Ingmar Bergman, the “poet with a camera,” died in his sleep at his home in Faro, Sweden Monday at the age of 89. The director of such influential films as The Seventh Seal, Persona, Cries and Whispers, and Fanny and Alexander, Bergman was known for his literary sensibilities and existential ruminations. The director’s work has exerted a profound influence on filmmakers as disparate as Woody Allen, Lars Von Trier, and Wes Craven.
Bergman’s childhood and early career is outlined in potent detail in his autobiography The Magic Lantern. A precursor to the slide projector, Bergman acquired a magic lantern from his brother in trade for 100 tin soldiers. Citing his imagination as a refuge from the oppressive discipline of a Lutheran clergyman father and housewife mother, it’s rather poetic he should enter the realm of cinema by trading toys for visions. (Fanny and Alexander, about an upper-class family in Upsala before the First World War, is regarded as a loosely autobiographical portrayal of his youth).
Bergman left his home at the age of 19 and got a menial job at the Royal Opera House. In 1942 the Swedish Film Industry hired him as an assistant scriptwriter. Torment (aka Frenzy or Hets), a script he wrote in 1944 was filmed by then dominant director Alf Sjoeberg and went on to win several awards including the grand prize at the 1946 Cannes Film Festival. Promptly thereafter, Bergman began his directorial career, producing an average of one film a year. When his comedy Smiles of a Summer Night (1955) appeared in theaters he won international acclaim. Bergman also worked in television, directing everything from soap commercials to the monumental miniseries Scenes from a Marriage (1973).
Bergman frequently collaborated with such notables as Max von Sydow, , Harriet Andersson, Gunnar Bjornstrand, Ingrid Thulin, Erland Josephson, and especially Liv Ullmann, with whom he produced ten films and a daughter.
Bergman won Academy Awards for best foreign film in 1960 (The Virgin Spring), 1961 (Through a Glass Darkly) and 1963 (Winter Light). The latter two films were part of his “faith trilogy,” and it’s suggested the third in the series (The Silence) was too sexually suggestive to be considered for the Oscars. In 1972, two of his films, Persona and Wild Strawberries (1957), were included in Sight and Sound’s prestigious poll of critics as two of the 10 greatest films of all time. In 2005, Time Magazine called him the world’s greatest living filmmaker.
The Associated Press reports the filmmaker, director of 54 features, and 129 stage productions, never fully recovered from a hip surgery he had in October. His last film was 2005’s Saraband.
Bergman is survived by his nine children. Funeral services have not yet been announced but the Swedish Film Institute plans a memorial event for the month of August.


--- REQUIREMENT ---
Go to the line containing "Image is 868x488 pixels." below; retype it and all following lines exactly, and leave out the pictures.

*****

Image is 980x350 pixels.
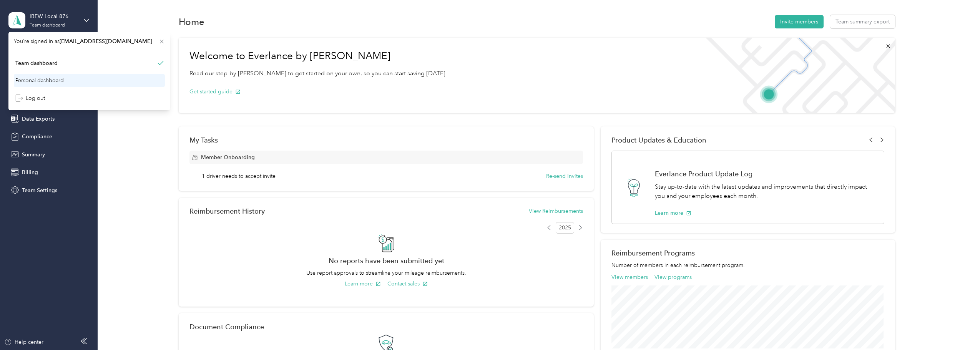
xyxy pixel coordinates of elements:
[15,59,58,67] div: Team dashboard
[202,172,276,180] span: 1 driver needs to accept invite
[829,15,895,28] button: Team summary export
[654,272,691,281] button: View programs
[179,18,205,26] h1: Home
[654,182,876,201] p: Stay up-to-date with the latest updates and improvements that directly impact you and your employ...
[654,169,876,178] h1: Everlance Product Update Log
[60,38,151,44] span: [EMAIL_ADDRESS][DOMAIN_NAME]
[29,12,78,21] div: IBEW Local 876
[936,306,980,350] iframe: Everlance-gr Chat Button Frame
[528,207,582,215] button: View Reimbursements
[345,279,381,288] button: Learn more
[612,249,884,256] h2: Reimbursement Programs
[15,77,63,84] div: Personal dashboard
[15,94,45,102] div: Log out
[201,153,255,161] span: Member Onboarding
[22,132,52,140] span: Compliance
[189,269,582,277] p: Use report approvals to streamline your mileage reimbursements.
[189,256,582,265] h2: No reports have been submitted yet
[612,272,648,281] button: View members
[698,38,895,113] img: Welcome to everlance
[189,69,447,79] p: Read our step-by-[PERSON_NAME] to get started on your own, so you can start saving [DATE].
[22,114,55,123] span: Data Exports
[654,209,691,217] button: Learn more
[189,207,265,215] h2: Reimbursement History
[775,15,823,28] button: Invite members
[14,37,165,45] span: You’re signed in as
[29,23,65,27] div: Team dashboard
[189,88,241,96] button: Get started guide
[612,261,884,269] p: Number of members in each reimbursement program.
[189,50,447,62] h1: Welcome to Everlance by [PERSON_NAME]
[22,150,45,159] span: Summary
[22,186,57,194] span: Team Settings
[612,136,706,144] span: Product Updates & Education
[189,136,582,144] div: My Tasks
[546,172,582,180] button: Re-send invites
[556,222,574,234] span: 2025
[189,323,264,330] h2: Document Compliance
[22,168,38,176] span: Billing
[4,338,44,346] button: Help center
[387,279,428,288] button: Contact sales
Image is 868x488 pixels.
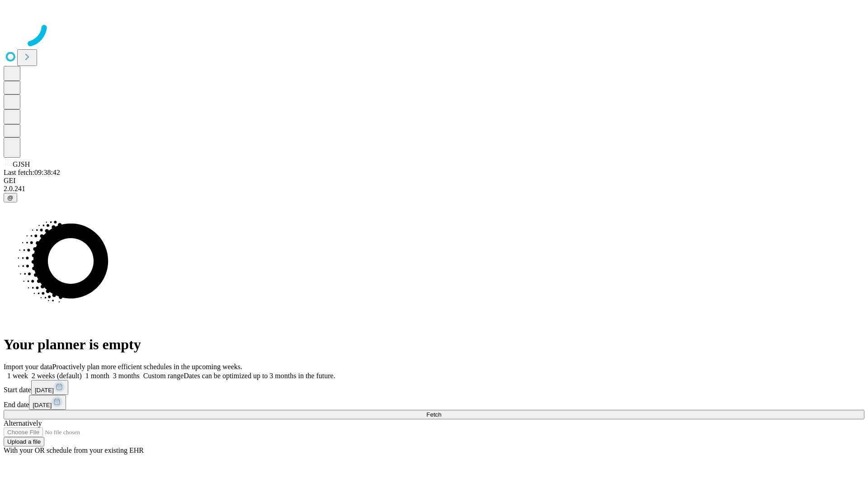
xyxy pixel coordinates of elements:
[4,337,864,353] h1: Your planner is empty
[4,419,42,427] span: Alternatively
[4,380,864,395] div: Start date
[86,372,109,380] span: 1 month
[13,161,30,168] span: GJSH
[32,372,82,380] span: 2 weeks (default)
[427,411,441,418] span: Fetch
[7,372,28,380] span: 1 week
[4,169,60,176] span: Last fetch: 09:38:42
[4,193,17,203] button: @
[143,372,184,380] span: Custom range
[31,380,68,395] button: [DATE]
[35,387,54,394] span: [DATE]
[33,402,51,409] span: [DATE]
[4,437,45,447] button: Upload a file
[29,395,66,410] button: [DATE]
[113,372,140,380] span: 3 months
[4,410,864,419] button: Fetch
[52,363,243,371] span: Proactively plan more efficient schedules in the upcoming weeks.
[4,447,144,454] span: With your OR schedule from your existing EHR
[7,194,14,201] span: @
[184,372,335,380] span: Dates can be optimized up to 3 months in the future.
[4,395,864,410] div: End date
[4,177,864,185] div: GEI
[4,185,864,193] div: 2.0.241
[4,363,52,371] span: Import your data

*****

--- RESPONSE FOR THIS EXERCISE ---
Image is 868x488 pixels.
xyxy pixel coordinates of elements:
[4,337,864,353] h1: Your planner is empty
[4,419,42,427] span: Alternatively
[4,380,864,395] div: Start date
[86,372,109,380] span: 1 month
[13,161,30,168] span: GJSH
[32,372,82,380] span: 2 weeks (default)
[427,411,441,418] span: Fetch
[7,372,28,380] span: 1 week
[4,169,60,176] span: Last fetch: 09:38:42
[4,193,17,203] button: @
[143,372,184,380] span: Custom range
[31,380,68,395] button: [DATE]
[35,387,54,394] span: [DATE]
[33,402,51,409] span: [DATE]
[4,437,45,447] button: Upload a file
[29,395,66,410] button: [DATE]
[113,372,140,380] span: 3 months
[4,410,864,419] button: Fetch
[52,363,243,371] span: Proactively plan more efficient schedules in the upcoming weeks.
[4,447,144,454] span: With your OR schedule from your existing EHR
[7,194,14,201] span: @
[184,372,335,380] span: Dates can be optimized up to 3 months in the future.
[4,395,864,410] div: End date
[4,177,864,185] div: GEI
[4,185,864,193] div: 2.0.241
[4,363,52,371] span: Import your data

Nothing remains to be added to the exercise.